Loose Ends
First, a comment synopsis:
craigb156, for some reason, likes to call “spirits,” “critters.” He prefers smack to other ramen flavors. He finds a whale aquarium a “hard lie to quit.” He has a strange plastic clip.
teensleuth is less critical of trepanning her own child than she used to be, and never tires of hearing about Rudolph Schwarzkogler.
alchemistar finds it nice to be recognized. As a gnome.
spoke9 thinks a fixed point can only be the eye of God.
klbrown enjoys the taste of a trim quince. She also objected, in French, to R4mr0d Inc’s insufficient ellipticality, in response to which we have instituted an ongoing policy of matryushka structure for all subsequent communications.
Via e-mail, dsa137 mentioned that he used to live with a dunny designer, and someone else wrote that she spent a summer in a trepanation museum in Mexico, and in various other ways succeeded in outdoing me.
You can always find out what people really said by clicking comments (or using rss to subscribe…).
Second, here are both sides of the Skullflower / Ramleh 7″ depicted in a recent post:
(To download on a pc, right-click and ’save as.’ On a mac you do something else, I think.)
Third, due to overwhelming demand I have gone through and rendered all audio links both flash-playable and downloadable. How about that for user-friendly.
Fourth, I am redoing my business website. The new site should be up tomorrow evening, which means, for 99% of you, before you read this.
Kisses
Halliday Dresser, proprietor, R4mr0d Inc.
Thinking Out Loud


I’ve been trying to figure something out.





I’ll let you know if I make any headway.
“All the objects — organic and inorganic alike — were totally beyond description or even comprehension. Gilman sometimes compared the inorganic masses to prisms, labyrinths, clusters of cubes and planes, and Cyclopean buildings; and the organic things struck him variously as groups of bubbles, octopi, centipedes, living Hindoo idols, and intricate Arabesques roused into a kind of ophidian animation. […] Of how the organic entities moved, he could tell no more than of how he moved himself. In time he observed a further mystery — the tendency of certain entites to appear suddenly out of empty space, or to disappear totally with equal suddenness. The shrieking, roaring confusion of sound which permeated the abysses was past all analysis as to pitch, timbre, or rhythm; but seemed to be synchronous with vague visual changes in all the indefinite objects, organic and inorganic alike.”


● **YOUR GOAL**:
Please give the number of lines in the listing that include the word "undo", with no other words.
Segment Open
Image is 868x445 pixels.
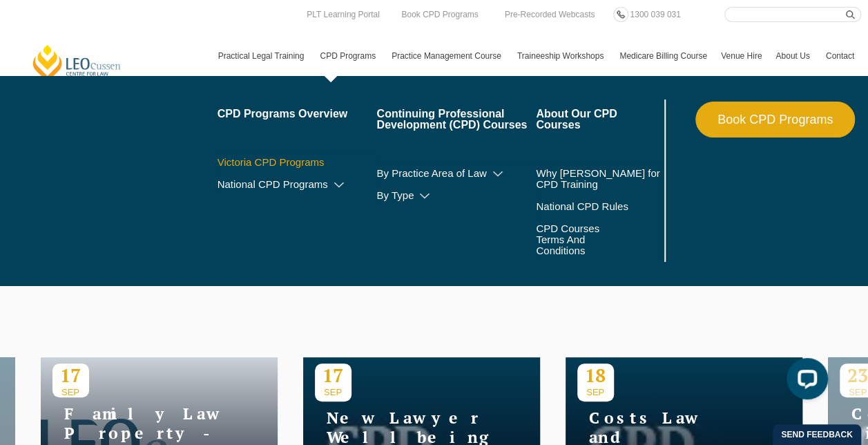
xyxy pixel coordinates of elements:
iframe: LiveChat chat widget [775,352,833,410]
a: Pre-Recorded Webcasts [501,7,598,22]
a: CPD Programs [313,36,384,76]
span: SEP [577,387,613,397]
a: CPD Courses Terms And Conditions [536,223,626,256]
a: Practice Management Course [384,36,510,76]
a: Victoria CPD Programs [217,157,377,167]
a: Continuing Professional Development (CPD) Courses [377,108,536,131]
p: 17 [53,363,89,387]
a: By Type [377,190,536,201]
a: About Our CPD Courses [536,108,661,131]
a: Why [PERSON_NAME] for CPD Training [536,167,661,190]
a: Medicare Billing Course [612,36,713,76]
a: 1300 039 031 [626,7,684,22]
a: Book CPD Programs [696,101,855,138]
a: National CPD Programs [217,178,377,190]
p: 17 [315,363,352,387]
a: About Us [768,36,818,76]
span: 1300 039 031 [629,10,680,20]
a: CPD Programs Overview [217,108,377,120]
span: SEP [315,387,352,397]
a: Venue Hire [713,36,768,76]
a: [PERSON_NAME] Centre for Law [31,44,123,83]
a: National CPD Rules [536,201,661,212]
a: Traineeship Workshops [510,36,612,76]
a: Contact [818,36,861,76]
a: By Practice Area of Law [377,167,536,178]
span: SEP [53,387,89,397]
a: Practical Legal Training [211,36,313,76]
p: 18 [577,363,613,387]
a: PLT Learning Portal [303,7,383,22]
a: Book CPD Programs [397,7,482,22]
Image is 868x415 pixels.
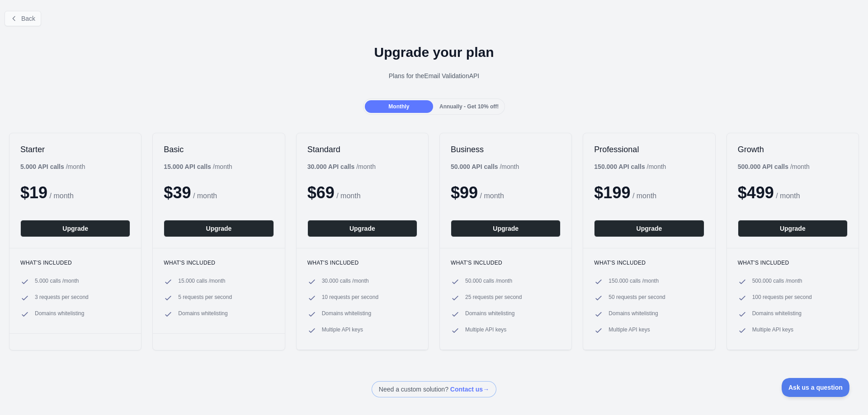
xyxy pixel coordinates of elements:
h2: Business [450,144,560,155]
div: / month [594,162,666,171]
div: / month [307,162,375,171]
div: / month [450,162,519,171]
h2: Professional [594,144,704,155]
iframe: Toggle Customer Support [781,378,850,397]
h2: Standard [307,144,417,155]
b: 30.000 API calls [307,163,355,170]
b: 50.000 API calls [450,163,498,170]
span: $ 99 [450,184,478,202]
span: $ 199 [594,184,630,202]
b: 150.000 API calls [594,163,645,170]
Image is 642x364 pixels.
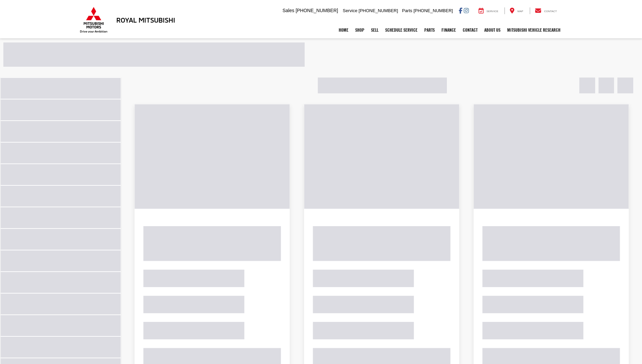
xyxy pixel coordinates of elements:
a: About Us [481,22,504,38]
a: Parts: Opens in a new tab [421,22,438,38]
a: Finance [438,22,459,38]
img: Mitsubishi [79,7,109,33]
span: [PHONE_NUMBER] [414,8,453,13]
h3: Royal Mitsubishi [116,16,176,24]
span: Parts [402,8,412,13]
span: Service [487,10,499,13]
a: Instagram: Click to visit our Instagram page [464,8,469,13]
a: Mitsubishi Vehicle Research [504,22,564,38]
a: Contact [459,22,481,38]
a: Schedule Service: Opens in a new tab [382,22,421,38]
span: [PHONE_NUMBER] [296,8,338,13]
a: Map [505,7,529,14]
a: Home [335,22,352,38]
span: [PHONE_NUMBER] [359,8,398,13]
a: Service [474,7,503,14]
a: Shop [352,22,368,38]
a: Contact [530,7,562,14]
a: Sell [368,22,382,38]
span: Map [517,10,523,13]
a: Facebook: Click to visit our Facebook page [459,8,463,13]
span: Contact [544,10,557,13]
span: Service [343,8,358,13]
span: Sales [282,8,294,13]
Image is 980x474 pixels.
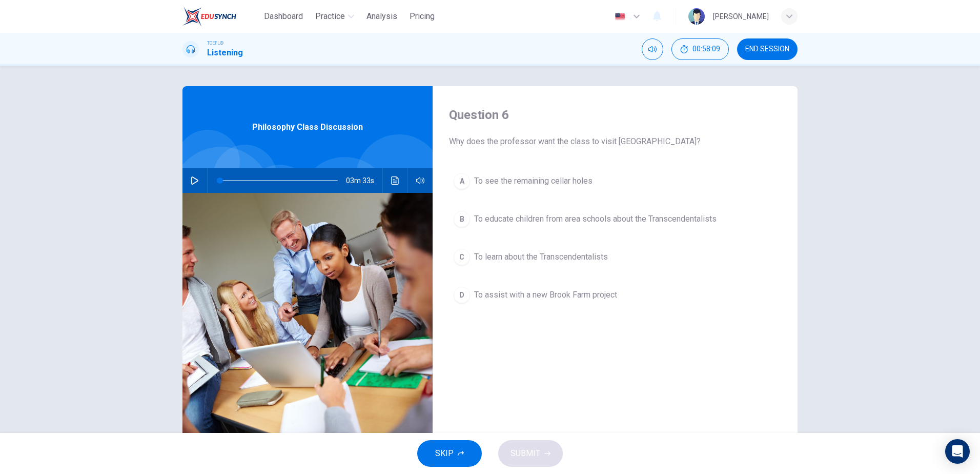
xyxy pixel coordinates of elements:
[474,288,617,301] span: To assist with a new Brook Farm project
[315,10,345,22] span: Practice
[453,287,470,303] div: D
[737,39,797,60] button: END SESSION
[449,107,781,123] h4: Question 6
[182,6,260,27] a: EduSynch logo
[453,173,470,190] div: A
[409,10,434,22] span: Pricing
[613,13,626,21] img: en
[688,8,705,25] img: Profile picture
[260,7,307,26] button: Dashboard
[641,39,663,60] div: Mute
[207,39,223,47] span: TOEFL®
[435,446,453,460] span: SKIP
[405,7,439,26] button: Pricing
[449,244,781,270] button: CTo learn about the Transcendentalists
[182,193,433,443] img: Philosophy Class Discussion
[449,136,781,148] span: Why does the professor want the class to visit [GEOGRAPHIC_DATA]?
[945,439,970,464] div: Open Intercom Messenger
[453,249,470,265] div: C
[264,10,303,22] span: Dashboard
[671,39,729,60] button: 00:58:09
[713,10,769,22] div: [PERSON_NAME]
[367,10,397,22] span: Analysis
[387,168,403,193] button: Click to see the audio transcription
[474,175,592,187] span: To see the remaining cellar holes
[362,7,401,26] button: Analysis
[474,213,717,225] span: To educate children from area schools about the Transcendentalists
[449,282,781,308] button: DTo assist with a new Brook Farm project
[693,45,720,53] span: 00:58:09
[449,168,781,194] button: ATo see the remaining cellar holes
[745,45,789,53] span: END SESSION
[474,251,608,264] span: To learn about the Transcendentalists
[311,7,358,26] button: Practice
[671,39,729,60] div: Hide
[252,121,363,133] span: Philosophy Class Discussion
[453,210,470,227] div: B
[182,6,236,27] img: EduSynch logo
[346,168,382,193] span: 03m 33s
[449,206,781,232] button: BTo educate children from area schools about the Transcendentalists
[207,47,243,59] h1: Listening
[417,440,482,467] button: SKIP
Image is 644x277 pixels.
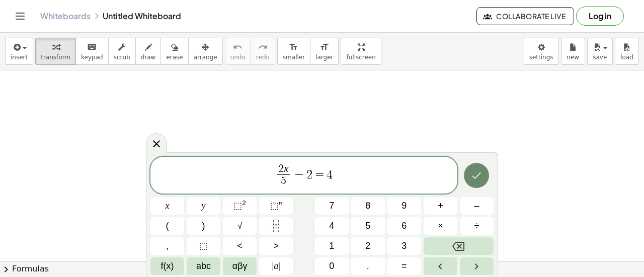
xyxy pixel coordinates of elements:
[315,197,349,215] button: 7
[278,163,284,174] span: 2
[460,217,493,235] button: Divide
[150,197,184,215] button: x
[272,260,274,271] span: |
[315,54,333,61] span: larger
[320,41,329,53] i: format_size
[187,217,221,235] button: )
[187,197,221,215] button: y
[464,163,489,188] button: Done
[223,257,257,275] button: Greek alphabet
[326,169,333,180] span: 4
[5,38,33,65] button: insert
[187,237,221,255] button: Placeholder
[10,54,28,61] span: insert
[108,38,136,65] button: scrub
[423,217,457,235] button: Times
[329,259,334,273] span: 0
[194,54,217,61] span: arrange
[279,199,282,207] sup: n
[423,257,457,275] button: Left arrow
[438,219,443,233] span: ×
[202,219,205,233] span: )
[401,219,407,233] span: 6
[387,197,421,215] button: 9
[223,217,257,235] button: Square root
[401,239,407,253] span: 3
[387,257,421,275] button: Equals
[283,54,305,61] span: smaller
[310,38,338,65] button: format_sizelarger
[346,54,376,61] span: fullscreen
[475,219,479,233] span: ÷
[423,237,493,255] button: Backspace
[474,199,479,213] span: –
[315,257,349,275] button: 0
[166,54,183,61] span: erase
[166,239,169,253] span: ,
[438,199,443,213] span: +
[306,169,313,180] span: 2
[237,239,243,253] span: <
[150,237,184,255] button: ,
[258,41,268,53] i: redo
[329,199,334,213] span: 7
[387,237,421,255] button: 3
[256,54,270,61] span: redo
[259,237,293,255] button: Greater than
[460,257,493,275] button: Right arrow
[12,8,28,24] button: Toggle navigation
[576,6,624,26] button: Log in
[41,54,71,61] span: transform
[233,41,243,53] i: undo
[233,200,242,211] span: ⬚
[165,199,169,213] span: x
[202,199,205,213] span: y
[401,199,407,213] span: 9
[277,38,311,65] button: format_sizesmaller
[87,41,97,53] i: keyboard
[365,219,370,233] span: 5
[288,41,298,53] i: format_size
[365,239,370,253] span: 2
[161,259,174,273] span: f(x)
[351,197,385,215] button: 8
[40,11,91,21] a: Whiteboards
[365,199,370,213] span: 8
[230,54,246,61] span: undo
[329,239,334,253] span: 1
[329,219,334,233] span: 4
[113,54,130,61] span: scrub
[620,54,634,61] span: load
[567,54,579,61] span: new
[272,259,280,273] span: a
[351,217,385,235] button: 5
[187,257,221,275] button: Alphabet
[270,200,279,211] span: ⬚
[281,175,286,187] span: 5
[351,237,385,255] button: 2
[615,38,639,65] button: load
[524,38,559,65] button: settings
[340,38,381,65] button: fullscreen
[259,257,293,275] button: Absolute value
[367,259,369,273] span: .
[141,54,156,61] span: draw
[315,217,349,235] button: 4
[242,199,246,207] sup: 2
[485,12,565,21] span: Collaborate Live
[423,197,457,215] button: Plus
[250,38,275,65] button: redoredo
[35,38,76,65] button: transform
[136,38,161,65] button: draw
[259,197,293,215] button: Superscript
[237,219,243,233] span: √
[232,259,248,273] span: αβγ
[196,259,211,273] span: abc
[351,257,385,275] button: .
[75,38,109,65] button: keyboardkeypad
[593,54,607,61] span: save
[150,217,184,235] button: (
[460,197,493,215] button: Minus
[315,237,349,255] button: 1
[278,260,280,271] span: |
Segment Closed
● **REPLY TO THE EXERCISE**:
2